Monthly Archives: May 2009

Using the Do handler for a method with out parameters

As you can read in the documentation for Rhino Mocks:

There are times when the returning a static value is not good enough for the scenario that you are testing, so for those cases, you can use the Do() handler to add custom behavior when the method is called. In general, the Do() handler simply replaces the method call. Its return value will be returned from the mocked call (as well as any exception thrown). The handler’s signature must match the method signature, since it gets the same parameters as the call.

There are quite a lot of delegates defined in Rhino.Mocks.Delegates but none of them has an output parameter so we got stuck when we tried to mock a method with the following signature:

bool TryGet(int id, out Entity entity);

Luckily enough it didn’t take too long before i realised we could simply define our own delegate:

delegate bool TryGetMethod<keyType, ValueType>(KeyType key, out ValueType value);

And now we can easily setup a result for our method:

myEntityRepository
  .Stub(repository => repository.TryGet(0, out myEntity);)
  .IgnoreArguments()
  .Do((TryGetMethod<int, MyEntity>)delegate(int id, out MyEntity entity)
  {
    entity = new MyEntity();
    return id == 1;
  });

Measuring elapsed time

As the documentation for System.Diagnostics.Stopwatch says:

In a typical Stopwatch scenario, you call the Start method, then eventually call the Stop method, and then you check elapsed time using the Elapsed property.
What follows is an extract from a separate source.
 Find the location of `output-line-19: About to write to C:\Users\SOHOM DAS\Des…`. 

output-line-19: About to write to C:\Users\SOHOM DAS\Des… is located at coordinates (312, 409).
I find it a shame that they didn’t provide a method that covers this particular scenario so i did it myself:

public static class Stopwatch
{
 public static TimeSpan Measure(this Action action)
 {
  var stopwatch = new System.Diagnostics.Stopwatch();
  stopwatch.Start();
  action.Invoke();
  stopwatch.Stop();
  return stopwatch.Elapsed;
 }
}

Consuming this method is as simple as:

var duration = Stopwatch.Measure(() => FindElement(10000));
Console.WriteLine("It took {0:0} seconds.", duration.TotalSeconds);

Sparkles

In my opinion Pieter Gheysens is one of those persons that has contributed something valuable to the Belgian .Net community: Great Visug sessions and some interesting courses at Compuware so i shamelessly plug his new company Sparkles here. Now go and find out how they can make you a better developer!

Easy deployment through virtualisation

A couple of years ago, i think somewhere in 2003, i realised that hardware virtualisation was the way to go. Whenever i talked with people about distributing and deploying applications with a virtual machine image instead of a traditional installer they laughed at me (or atleast gave me a strange look of disbelief). The availability of multiple machines can be represented in a windowing environment through a metaphor of multiple desktops. Anyway, i’m still convinced that there will be a point in time where users have access to multiple applications that run in their own virtual machine. Time will tell.

Enterprise Service Bus

I believe it was at an Alt.Net meeting that the Enterprise Service Bus book was mentionned and i recently decided to give it a read. This book covers everything there is to know about an ESB. From a developer point of view it can serve as a good introduction to the core components and applied patterns but nothing more.